I am going to add also that the atmosphere of the French Revolution had, as a backdrop, the philosophical influences that are unique to the Age of the Enlightenment. Although it was not the Enlightenment what caused the revolution, there is certainly enough influence from the writings of Rousseau, Voltaire, and Montesquieu that did influence many of the persons who contributed to it, or participated in the revolution. It is in the writings of these three philosophers, among others, where we can find ideas such as the division of power and the end of the absolute sovereignty.
Like most revolutions, different people wanted different things out of it. The aforementioned peasants generally wanted to relieve themselves of some of the feudal restrictions that they still labored under, and to be able to keep some of the fruits of their labor. The ergot theory has been widely discredited--the peasants knew what they were doing. Urban workers--the sans-culottes and below, demanded economic measures to better their lives, which were subject to not just fluctuating grain prices, but many technological changes that were beginning to affect skilled craftsmen. As the previous sentence indicates, there were even divisions within the urban working class The men we usually associated with the Third Estate--merchants, lawyers, etc.--wanted an end to many of the onerous taxes as well as the unfair privileges afforded the nobility, which they came to see as useless and parasitical. Many other educated Frenchmen wanted liberal legal reforms, including basic civil liberties protections and constitutional limits on the monarch. These few examples are a very rough sketch of a Revolution that has bedeviled attempts at a single interpretation since Carlyle, Tocqueville, Constant, and others tried to make sense of it in the early nineteenth century.
With the increase of merchants and lawyers who were relegated to the Third Estate (many of whom were Jews), there was from them a great desire to elevate themselves to have some voice in the French government. (This situation is not unlike that of Russia before its revolution.) They became activists for legal voices, and probably incited the already disgruntled peasants who paid taxes on the land that they worked for the aristocrats.
Curiously, there have been scientific investigations that have uncovered the fact that the grain crop that was so bad in 1789--bread being the staple of the poor, especially--caused, not only famine, but a mold on the bread made from this crop. Some evidence points to this mold having caused hallucinogenic qualities, so there is a theory that the peasants were on some kind of "trip." Whether this is true or not is certainly debatable; however, it is certainly odd that people would all react on one particular day and revolt. This is an idea that Leo Tolstoy considers in his War and Peace as he reflects upon how an old general who many times was distracted was able to defeat the mighty Napoleon at war. Tolstoy theorized that there is some cosmic force in place in history.
To learn more about the French Revolution, you may wish to examine Thomas Carlyle's The French Revolution, a history that greatly influenced many, among them Charles Dickens, who wrote A Tale of Two Cities, based upon this revoltuion.
For most of the people who participated, the motivation was a desire for more of a say in their lives. The people of the Third Estate essentially had no power in the French government. They ended up paying all the taxes without having any control of their government. This injustice helped to motivate them to participate in the Revolution.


- _Prompt_
Your answer must be the records below repeated word for word, with no pictures in it.

(Figure content listings)
* * * * * * *

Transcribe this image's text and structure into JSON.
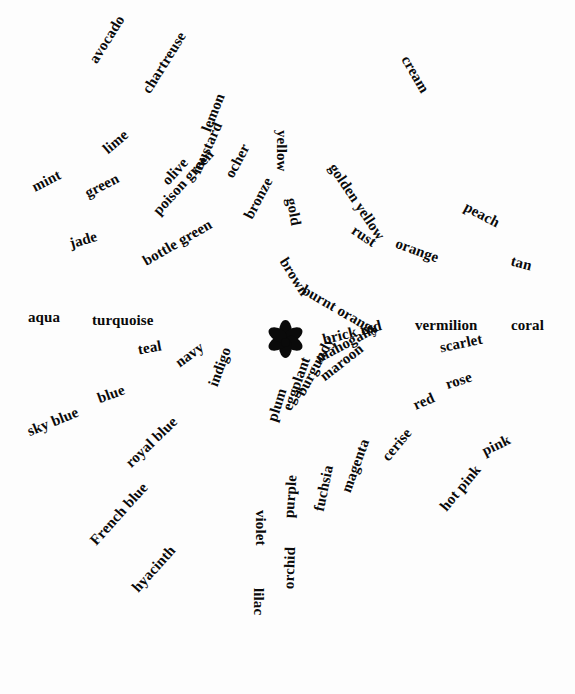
{
  "figure": {
    "type": "radial-word-diagram",
    "title": "",
    "background_color": "#fdfdfd",
    "text_color": "#0a0a0a",
    "center": {
      "icon": "six-petal-flower-asterisk-icon",
      "x": 285,
      "y": 342,
      "petals": 6
    }
  },
  "chart_data": {
    "type": "scatter",
    "title": "",
    "xlabel": "",
    "ylabel": "",
    "layout": "radial spokes of colour-term labels around a central floral asterisk",
    "labels": [
      "cream",
      "yellow",
      "golden yellow",
      "gold",
      "avocado",
      "chartreuse",
      "lemon",
      "ocher",
      "bronze",
      "mustard",
      "olive",
      "poison green",
      "bottle green",
      "lime",
      "green",
      "mint",
      "jade",
      "aqua",
      "turquoise",
      "teal",
      "navy",
      "indigo",
      "blue",
      "sky blue",
      "royal blue",
      "French blue",
      "hyacinth",
      "violet",
      "lilac",
      "purple",
      "orchid",
      "fuchsia",
      "magenta",
      "cerise",
      "plum",
      "eggplant",
      "burgundy",
      "maroon",
      "mahogany",
      "brick red",
      "brown",
      "burnt orange",
      "rust",
      "orange",
      "peach",
      "tan",
      "vermilion",
      "coral",
      "scarlet",
      "rose",
      "red",
      "pink",
      "hot pink"
    ]
  },
  "words": [
    {
      "text": "avocado",
      "x": 93,
      "y": 62,
      "rot": 58,
      "size": 15
    },
    {
      "text": "chartreuse",
      "x": 146,
      "y": 92,
      "rot": 58,
      "size": 15
    },
    {
      "text": "lemon",
      "x": 206,
      "y": 131,
      "rot": 68,
      "size": 15
    },
    {
      "text": "yellow",
      "x": 281,
      "y": 130,
      "rot": -90,
      "size": 15
    },
    {
      "text": "cream",
      "x": 405,
      "y": 57,
      "rot": -60,
      "size": 15
    },
    {
      "text": "golden yellow",
      "x": 332,
      "y": 165,
      "rot": -56,
      "size": 15
    },
    {
      "text": "ocher",
      "x": 229,
      "y": 177,
      "rot": 62,
      "size": 15
    },
    {
      "text": "bronze",
      "x": 248,
      "y": 218,
      "rot": 62,
      "size": 15
    },
    {
      "text": "mustard",
      "x": 196,
      "y": 173,
      "rot": 66,
      "size": 15
    },
    {
      "text": "lime",
      "x": 105,
      "y": 151,
      "rot": 40,
      "size": 15
    },
    {
      "text": "mint",
      "x": 33,
      "y": 188,
      "rot": 27,
      "size": 15
    },
    {
      "text": "green",
      "x": 86,
      "y": 194,
      "rot": 27,
      "size": 15
    },
    {
      "text": "olive",
      "x": 165,
      "y": 183,
      "rot": 48,
      "size": 15
    },
    {
      "text": "poison green",
      "x": 156,
      "y": 213,
      "rot": 48,
      "size": 15
    },
    {
      "text": "jade",
      "x": 70,
      "y": 244,
      "rot": 16,
      "size": 15
    },
    {
      "text": "bottle green",
      "x": 144,
      "y": 262,
      "rot": 30,
      "size": 15
    },
    {
      "text": "gold",
      "x": 291,
      "y": 198,
      "rot": -80,
      "size": 15
    },
    {
      "text": "brown",
      "x": 283,
      "y": 259,
      "rot": -58,
      "size": 15
    },
    {
      "text": "rust",
      "x": 353,
      "y": 229,
      "rot": -34,
      "size": 15
    },
    {
      "text": "burnt orange",
      "x": 303,
      "y": 289,
      "rot": -30,
      "size": 15
    },
    {
      "text": "orange",
      "x": 396,
      "y": 243,
      "rot": -20,
      "size": 15
    },
    {
      "text": "peach",
      "x": 465,
      "y": 206,
      "rot": -28,
      "size": 15
    },
    {
      "text": "tan",
      "x": 511,
      "y": 261,
      "rot": -14,
      "size": 15
    },
    {
      "text": "aqua",
      "x": 28,
      "y": 317,
      "rot": 0,
      "size": 15
    },
    {
      "text": "turquoise",
      "x": 92,
      "y": 320,
      "rot": 0,
      "size": 15
    },
    {
      "text": "teal",
      "x": 138,
      "y": 350,
      "rot": 10,
      "size": 15
    },
    {
      "text": "navy",
      "x": 177,
      "y": 364,
      "rot": 36,
      "size": 15
    },
    {
      "text": "indigo",
      "x": 213,
      "y": 386,
      "rot": 70,
      "size": 15
    },
    {
      "text": "vermilion",
      "x": 415,
      "y": 325,
      "rot": 0,
      "size": 15
    },
    {
      "text": "coral",
      "x": 511,
      "y": 325,
      "rot": 0,
      "size": 15
    },
    {
      "text": "brick red",
      "x": 323,
      "y": 340,
      "rot": 14,
      "size": 15
    },
    {
      "text": "scarlet",
      "x": 440,
      "y": 348,
      "rot": 12,
      "size": 15
    },
    {
      "text": "mahogany",
      "x": 317,
      "y": 359,
      "rot": 28,
      "size": 15
    },
    {
      "text": "maroon",
      "x": 322,
      "y": 378,
      "rot": 38,
      "size": 15
    },
    {
      "text": "rose",
      "x": 446,
      "y": 385,
      "rot": 18,
      "size": 15
    },
    {
      "text": "red",
      "x": 414,
      "y": 406,
      "rot": 24,
      "size": 15
    },
    {
      "text": "burgundy",
      "x": 300,
      "y": 395,
      "rot": 62,
      "size": 15
    },
    {
      "text": "eggplant",
      "x": 287,
      "y": 410,
      "rot": 70,
      "size": 15
    },
    {
      "text": "plum",
      "x": 272,
      "y": 421,
      "rot": 72,
      "size": 15
    },
    {
      "text": "blue",
      "x": 98,
      "y": 399,
      "rot": 20,
      "size": 15
    },
    {
      "text": "sky blue",
      "x": 28,
      "y": 432,
      "rot": 22,
      "size": 15
    },
    {
      "text": "royal blue",
      "x": 128,
      "y": 465,
      "rot": 44,
      "size": 15
    },
    {
      "text": "French blue",
      "x": 93,
      "y": 543,
      "rot": 48,
      "size": 15
    },
    {
      "text": "hyacinth",
      "x": 135,
      "y": 590,
      "rot": 48,
      "size": 15
    },
    {
      "text": "pink",
      "x": 483,
      "y": 452,
      "rot": 26,
      "size": 15
    },
    {
      "text": "cerise",
      "x": 385,
      "y": 459,
      "rot": 50,
      "size": 15
    },
    {
      "text": "magenta",
      "x": 346,
      "y": 492,
      "rot": 70,
      "size": 15
    },
    {
      "text": "hot pink",
      "x": 443,
      "y": 509,
      "rot": 50,
      "size": 15
    },
    {
      "text": "fuchsia",
      "x": 319,
      "y": 511,
      "rot": 78,
      "size": 15
    },
    {
      "text": "purple",
      "x": 289,
      "y": 518,
      "rot": 86,
      "size": 15
    },
    {
      "text": "violet",
      "x": 260,
      "y": 510,
      "rot": -90,
      "size": 15
    },
    {
      "text": "lilac",
      "x": 258,
      "y": 588,
      "rot": -90,
      "size": 15
    },
    {
      "text": "orchid",
      "x": 289,
      "y": 589,
      "rot": 88,
      "size": 15
    }
  ]
}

* * * * * * *

- _Result for this task_
Transcribe this image's text and structure into JSON.
{
  "figure": {
    "type": "radial-word-diagram",
    "title": "",
    "background_color": "#fdfdfd",
    "text_color": "#0a0a0a",
    "center": {
      "icon": "six-petal-flower-asterisk-icon",
      "x": 285,
      "y": 342,
      "petals": 6
    }
  },
  "chart_data": {
    "type": "scatter",
    "title": "",
    "xlabel": "",
    "ylabel": "",
    "layout": "radial spokes of colour-term labels around a central floral asterisk",
    "labels": [
      "cream",
      "yellow",
      "golden yellow",
      "gold",
      "avocado",
      "chartreuse",
      "lemon",
      "ocher",
      "bronze",
      "mustard",
      "olive",
      "poison green",
      "bottle green",
      "lime",
      "green",
      "mint",
      "jade",
      "aqua",
      "turquoise",
      "teal",
      "navy",
      "indigo",
      "blue",
      "sky blue",
      "royal blue",
      "French blue",
      "hyacinth",
      "violet",
      "lilac",
      "purple",
      "orchid",
      "fuchsia",
      "magenta",
      "cerise",
      "plum",
      "eggplant",
      "burgundy",
      "maroon",
      "mahogany",
      "brick red",
      "brown",
      "burnt orange",
      "rust",
      "orange",
      "peach",
      "tan",
      "vermilion",
      "coral",
      "scarlet",
      "rose",
      "red",
      "pink",
      "hot pink"
    ]
  },
  "words": [
    {
      "text": "avocado",
      "x": 93,
      "y": 62,
      "rot": 58,
      "size": 15
    },
    {
      "text": "chartreuse",
      "x": 146,
      "y": 92,
      "rot": 58,
      "size": 15
    },
    {
      "text": "lemon",
      "x": 206,
      "y": 131,
      "rot": 68,
      "size": 15
    },
    {
      "text": "yellow",
      "x": 281,
      "y": 130,
      "rot": -90,
      "size": 15
    },
    {
      "text": "cream",
      "x": 405,
      "y": 57,
      "rot": -60,
      "size": 15
    },
    {
      "text": "golden yellow",
      "x": 332,
      "y": 165,
      "rot": -56,
      "size": 15
    },
    {
      "text": "ocher",
      "x": 229,
      "y": 177,
      "rot": 62,
      "size": 15
    },
    {
      "text": "bronze",
      "x": 248,
      "y": 218,
      "rot": 62,
      "size": 15
    },
    {
      "text": "mustard",
      "x": 196,
      "y": 173,
      "rot": 66,
      "size": 15
    },
    {
      "text": "lime",
      "x": 105,
      "y": 151,
      "rot": 40,
      "size": 15
    },
    {
      "text": "mint",
      "x": 33,
      "y": 188,
      "rot": 27,
      "size": 15
    },
    {
      "text": "green",
      "x": 86,
      "y": 194,
      "rot": 27,
      "size": 15
    },
    {
      "text": "olive",
      "x": 165,
      "y": 183,
      "rot": 48,
      "size": 15
    },
    {
      "text": "poison green",
      "x": 156,
      "y": 213,
      "rot": 48,
      "size": 15
    },
    {
      "text": "jade",
      "x": 70,
      "y": 244,
      "rot": 16,
      "size": 15
    },
    {
      "text": "bottle green",
      "x": 144,
      "y": 262,
      "rot": 30,
      "size": 15
    },
    {
      "text": "gold",
      "x": 291,
      "y": 198,
      "rot": -80,
      "size": 15
    },
    {
      "text": "brown",
      "x": 283,
      "y": 259,
      "rot": -58,
      "size": 15
    },
    {
      "text": "rust",
      "x": 353,
      "y": 229,
      "rot": -34,
      "size": 15
    },
    {
      "text": "burnt orange",
      "x": 303,
      "y": 289,
      "rot": -30,
      "size": 15
    },
    {
      "text": "orange",
      "x": 396,
      "y": 243,
      "rot": -20,
      "size": 15
    },
    {
      "text": "peach",
      "x": 465,
      "y": 206,
      "rot": -28,
      "size": 15
    },
    {
      "text": "tan",
      "x": 511,
      "y": 261,
      "rot": -14,
      "size": 15
    },
    {
      "text": "aqua",
      "x": 28,
      "y": 317,
      "rot": 0,
      "size": 15
    },
    {
      "text": "turquoise",
      "x": 92,
      "y": 320,
      "rot": 0,
      "size": 15
    },
    {
      "text": "teal",
      "x": 138,
      "y": 350,
      "rot": 10,
      "size": 15
    },
    {
      "text": "navy",
      "x": 177,
      "y": 364,
      "rot": 36,
      "size": 15
    },
    {
      "text": "indigo",
      "x": 213,
      "y": 386,
      "rot": 70,
      "size": 15
    },
    {
      "text": "vermilion",
      "x": 415,
      "y": 325,
      "rot": 0,
      "size": 15
    },
    {
      "text": "coral",
      "x": 511,
      "y": 325,
      "rot": 0,
      "size": 15
    },
    {
      "text": "brick red",
      "x": 323,
      "y": 340,
      "rot": 14,
      "size": 15
    },
    {
      "text": "scarlet",
      "x": 440,
      "y": 348,
      "rot": 12,
      "size": 15
    },
    {
      "text": "mahogany",
      "x": 317,
      "y": 359,
      "rot": 28,
      "size": 15
    },
    {
      "text": "maroon",
      "x": 322,
      "y": 378,
      "rot": 38,
      "size": 15
    },
    {
      "text": "rose",
      "x": 446,
      "y": 385,
      "rot": 18,
      "size": 15
    },
    {
      "text": "red",
      "x": 414,
      "y": 406,
      "rot": 24,
      "size": 15
    },
    {
      "text": "burgundy",
      "x": 300,
      "y": 395,
      "rot": 62,
      "size": 15
    },
    {
      "text": "eggplant",
      "x": 287,
      "y": 410,
      "rot": 70,
      "size": 15
    },
    {
      "text": "plum",
      "x": 272,
      "y": 421,
      "rot": 72,
      "size": 15
    },
    {
      "text": "blue",
      "x": 98,
      "y": 399,
      "rot": 20,
      "size": 15
    },
    {
      "text": "sky blue",
      "x": 28,
      "y": 432,
      "rot": 22,
      "size": 15
    },
    {
      "text": "royal blue",
      "x": 128,
      "y": 465,
      "rot": 44,
      "size": 15
    },
    {
      "text": "French blue",
      "x": 93,
      "y": 543,
      "rot": 48,
      "size": 15
    },
    {
      "text": "hyacinth",
      "x": 135,
      "y": 590,
      "rot": 48,
      "size": 15
    },
    {
      "text": "pink",
      "x": 483,
      "y": 452,
      "rot": 26,
      "size": 15
    },
    {
      "text": "cerise",
      "x": 385,
      "y": 459,
      "rot": 50,
      "size": 15
    },
    {
      "text": "magenta",
      "x": 346,
      "y": 492,
      "rot": 70,
      "size": 15
    },
    {
      "text": "hot pink",
      "x": 443,
      "y": 509,
      "rot": 50,
      "size": 15
    },
    {
      "text": "fuchsia",
      "x": 319,
      "y": 511,
      "rot": 78,
      "size": 15
    },
    {
      "text": "purple",
      "x": 289,
      "y": 518,
      "rot": 86,
      "size": 15
    },
    {
      "text": "violet",
      "x": 260,
      "y": 510,
      "rot": -90,
      "size": 15
    },
    {
      "text": "lilac",
      "x": 258,
      "y": 588,
      "rot": -90,
      "size": 15
    },
    {
      "text": "orchid",
      "x": 289,
      "y": 589,
      "rot": 88,
      "size": 15
    }
  ]
}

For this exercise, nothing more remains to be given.